What you need to do
Note each line of the listing that contains the string "format", and copy it.

Records for this exercise
- - - -

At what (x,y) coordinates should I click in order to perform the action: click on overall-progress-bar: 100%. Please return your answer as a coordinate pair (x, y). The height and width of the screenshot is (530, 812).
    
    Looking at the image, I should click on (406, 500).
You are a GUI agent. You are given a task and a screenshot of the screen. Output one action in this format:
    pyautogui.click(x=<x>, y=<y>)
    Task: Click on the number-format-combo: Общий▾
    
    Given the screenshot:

- - - -

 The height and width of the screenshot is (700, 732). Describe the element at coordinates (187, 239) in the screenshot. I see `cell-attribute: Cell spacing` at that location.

- - - -

Result
You are a GUI agent. You are given a task and a screenshot of the screen. Output one action in this format:
    Task: Click on the number-format-combo: Общий▾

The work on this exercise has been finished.